Mining Frequent Substring Patterns with Ternary Partitioning

The frequent substring pattern mining problem is the problem of enumerating all substrings appearing more frequently than some threshold in a given string. This paper introduces a novel mining algorithm that is faster and requires less working memory than existing algorithms. Moreover, the algorithm generates a data structure that is useful for browsing frequent substring patterns and their contexts in the original text.
My proposed algorithm is divide-and-conquer approach that decomposes the mining task into a set of smaller tasks by using a ternary partitioning technique. After the process of frequent substring mining, the algorithm generates an incomplete suffix array which represents a pruned suffix trie based on the number of occurrences. This incomplete suffix represents the appearance positions of frequent substring patterns compactly so that their contexts can be browsed quickly. Although the average time complexity of this algorithm is O(n log n), a trial performance study shows the proposed algorithm runs faster than the pattern enumeration using a suffix tree.

By: Yuta Tsuboi

Published in: RT0548 in 2007

LIMITED DISTRIBUTION NOTICE:

This Research Report is available. This report has been submitted for publication outside of IBM and will probably be copyrighted if accepted for publication. It has been issued as a Research Report for early dissemination of its contents. In view of the transfer of copyright to the outside publisher, its distribution outside of IBM prior to publication should be limited to peer communications and specific requests. After outside publication, requests should be filled only by reprints or legally obtained copies of the article (e.g., payment of royalties). I have read and understand this notice and am a member of the scientific community outside or inside of IBM seeking a single copy only.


**What to produce**
Set down all of the data exactly. Pictures stay out of the copy.

Content starts

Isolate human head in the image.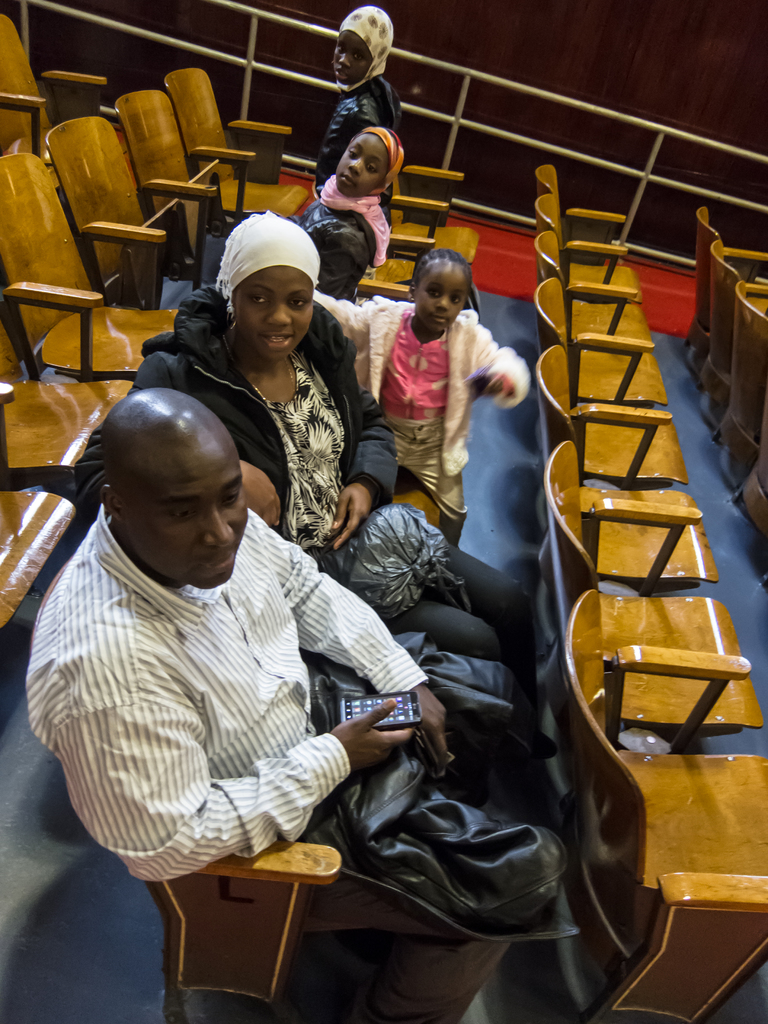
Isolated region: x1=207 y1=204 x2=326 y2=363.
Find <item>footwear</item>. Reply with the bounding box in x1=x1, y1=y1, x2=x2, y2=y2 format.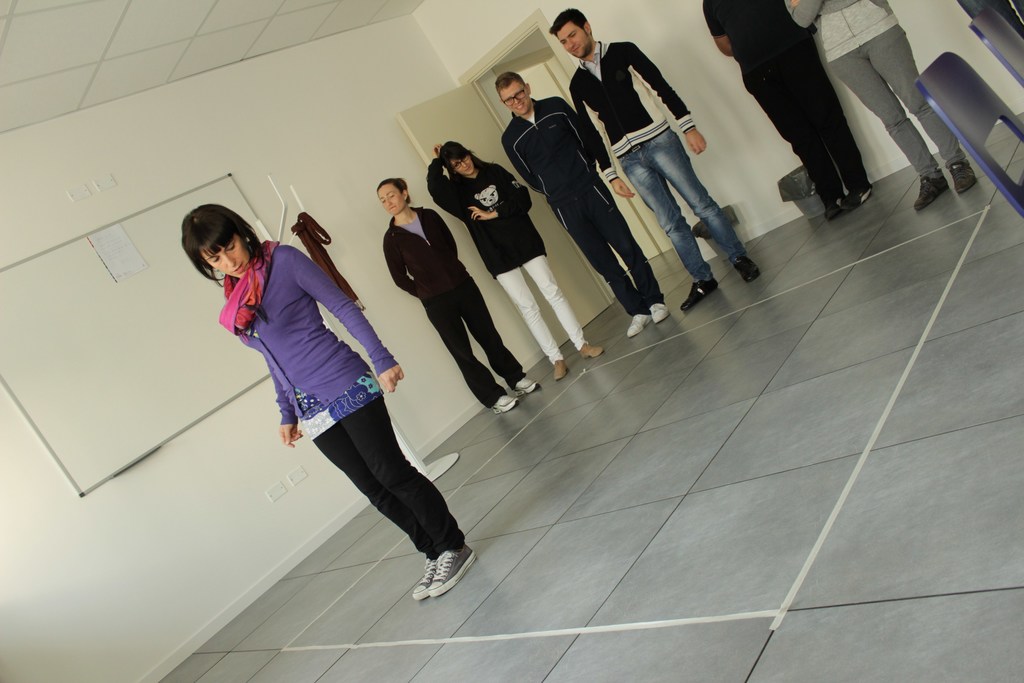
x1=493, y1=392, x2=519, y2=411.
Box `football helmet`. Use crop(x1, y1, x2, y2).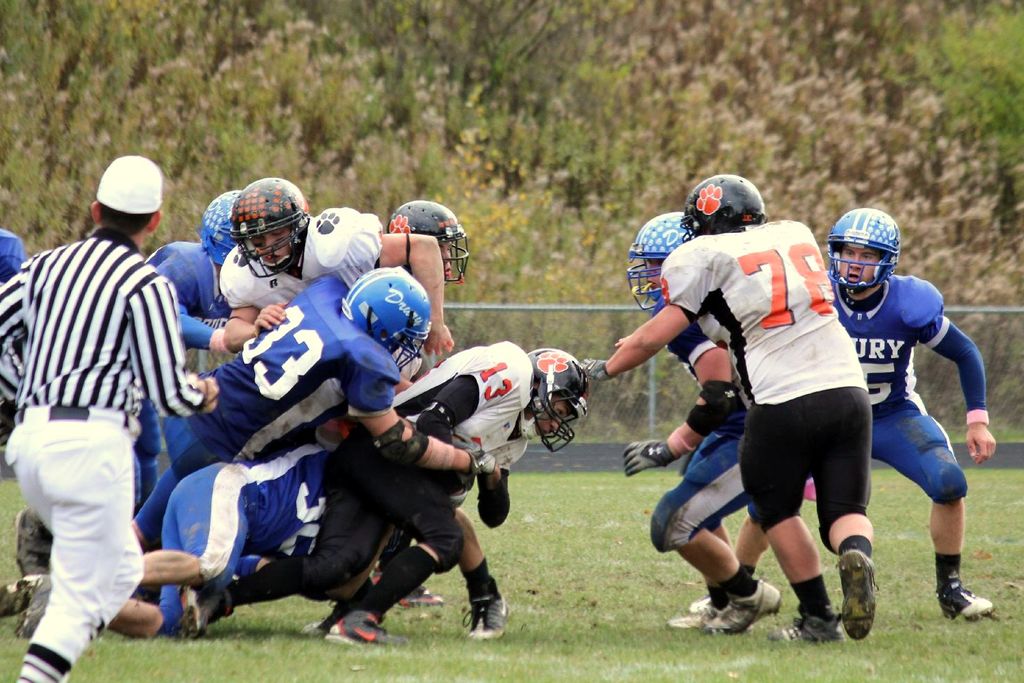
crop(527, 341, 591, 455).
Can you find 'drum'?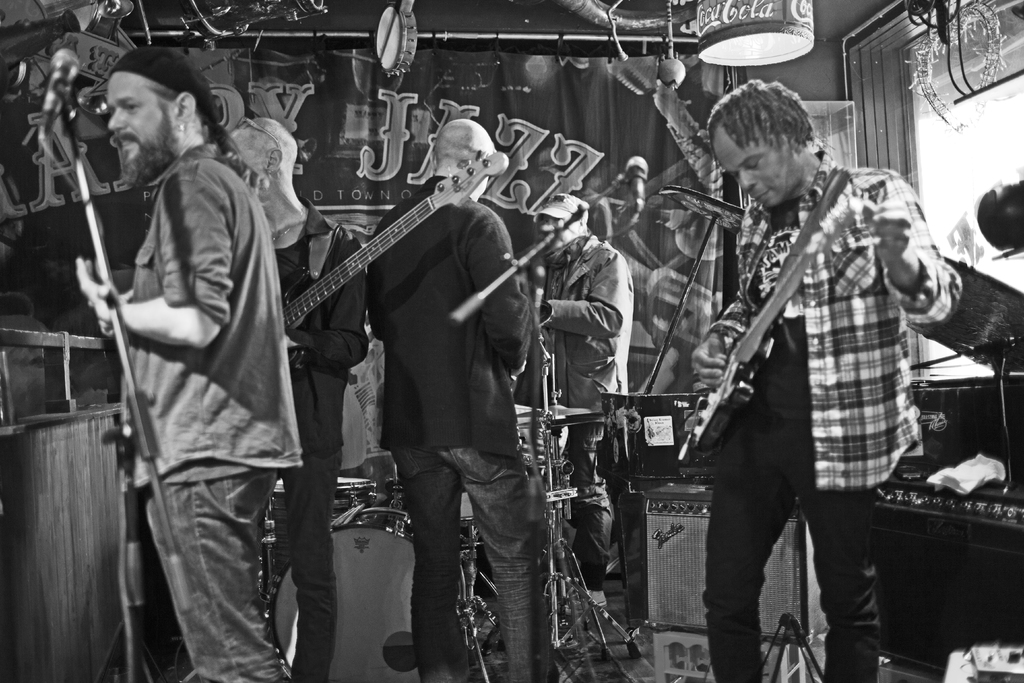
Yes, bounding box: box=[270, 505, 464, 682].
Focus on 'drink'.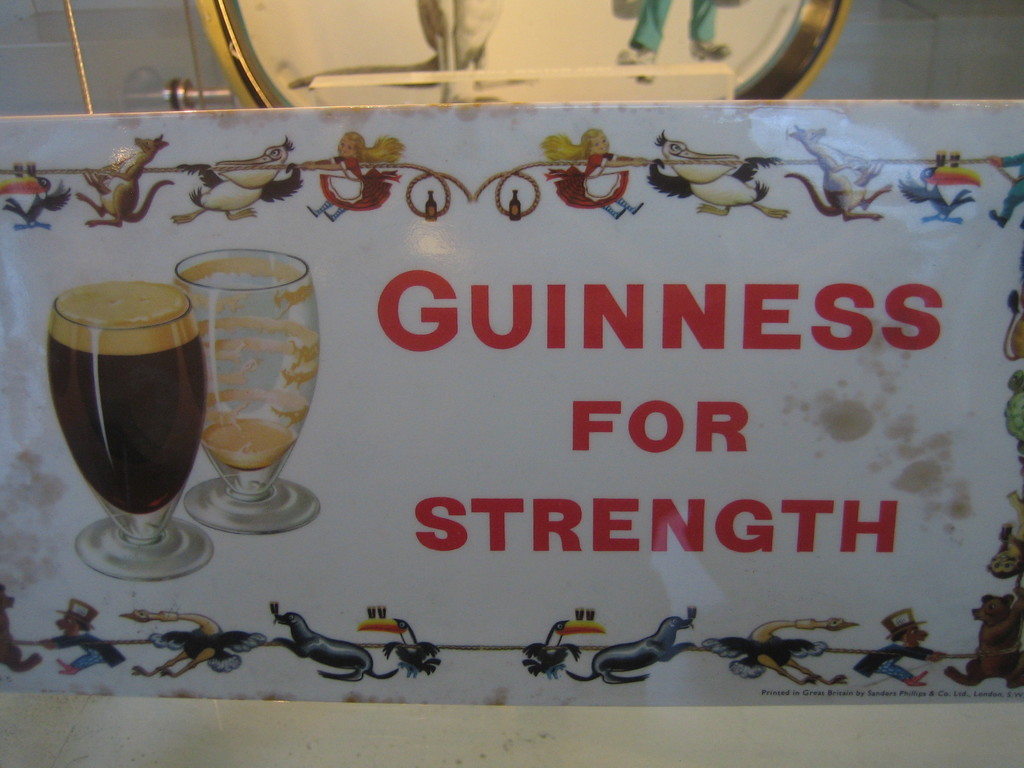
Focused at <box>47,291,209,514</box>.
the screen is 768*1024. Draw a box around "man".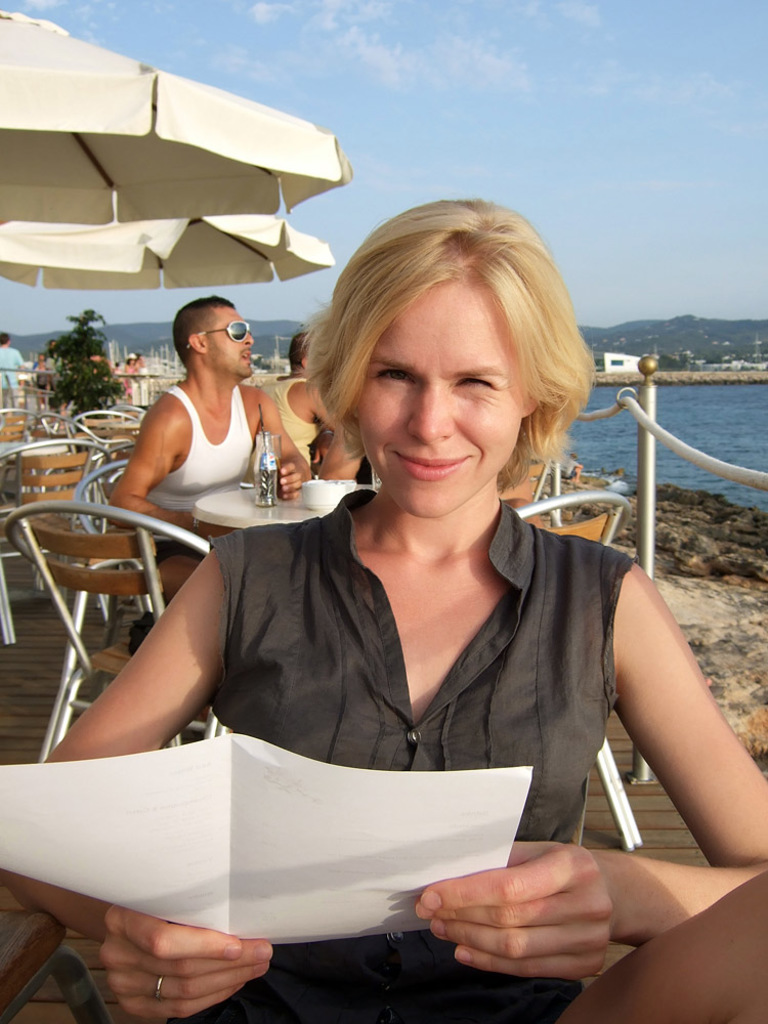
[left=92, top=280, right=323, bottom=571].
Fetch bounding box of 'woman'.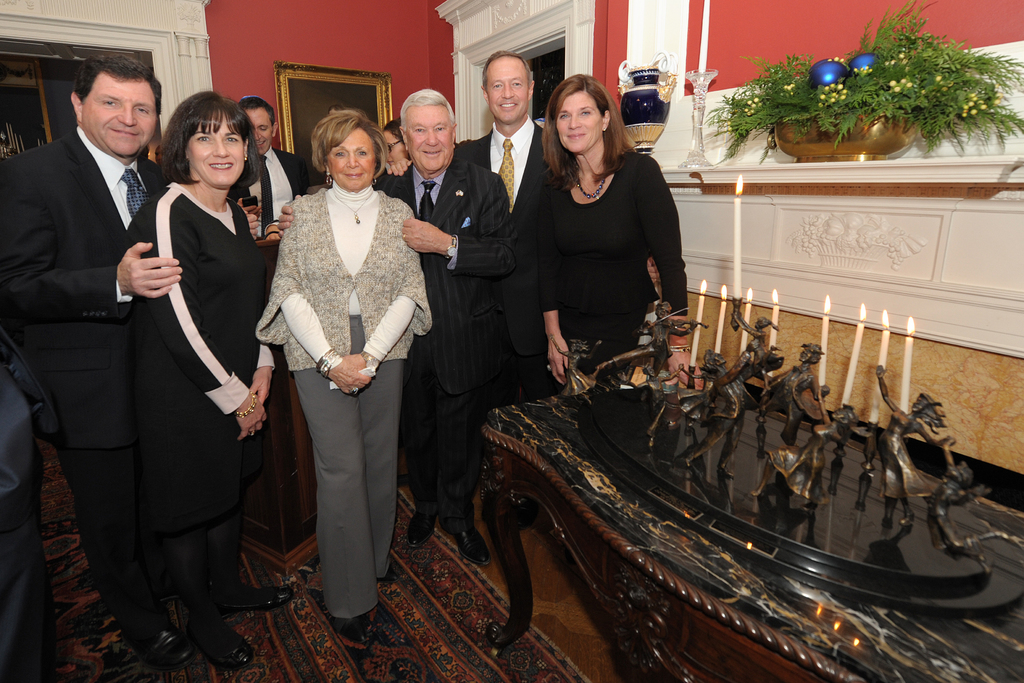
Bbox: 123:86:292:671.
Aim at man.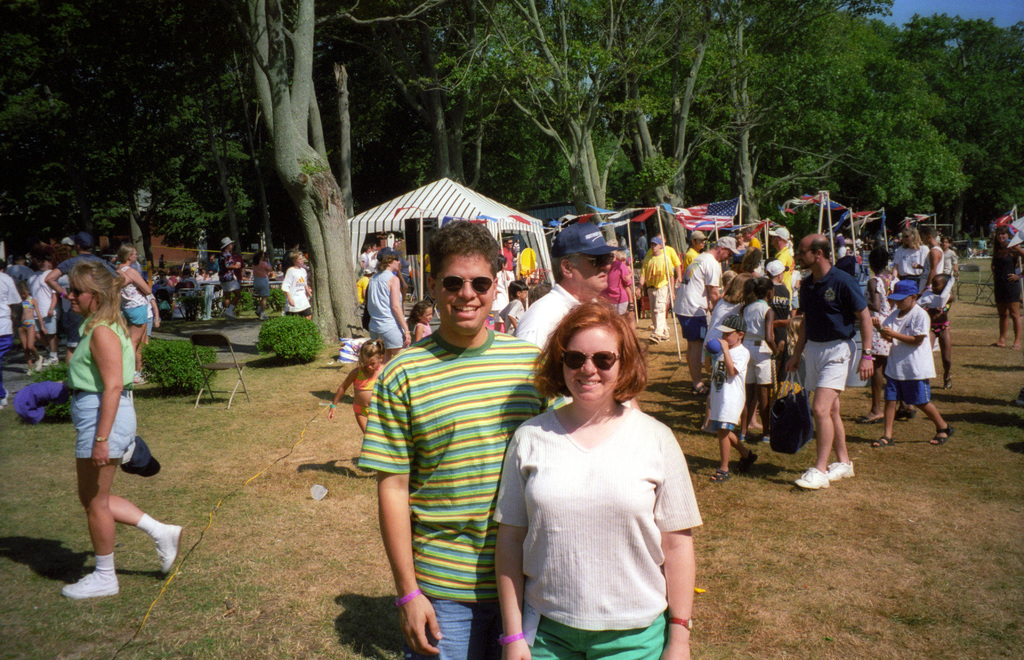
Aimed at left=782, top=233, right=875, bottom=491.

Content ends

**Answer section**
Isolate human head in the image.
Isolated region: x1=207 y1=204 x2=326 y2=363.
Find <item>footwear</item>. Reply with the bounding box in x1=x1, y1=y1, x2=x2, y2=y2 format.
x1=493, y1=392, x2=519, y2=411.
Box `football helmet`. Use crop(x1, y1, x2, y2).
crop(527, 341, 591, 455).
Can you find 'drum'?
Yes, bounding box: box=[270, 505, 464, 682].
Focus on 'drink'.
Focused at <box>47,291,209,514</box>.
the screen is 768*1024. Draw a box around "man".
[left=92, top=280, right=323, bottom=571].
Fetch bounding box of 'woman'.
Bbox: 123:86:292:671.
Aim at man.
Aimed at left=782, top=233, right=875, bottom=491.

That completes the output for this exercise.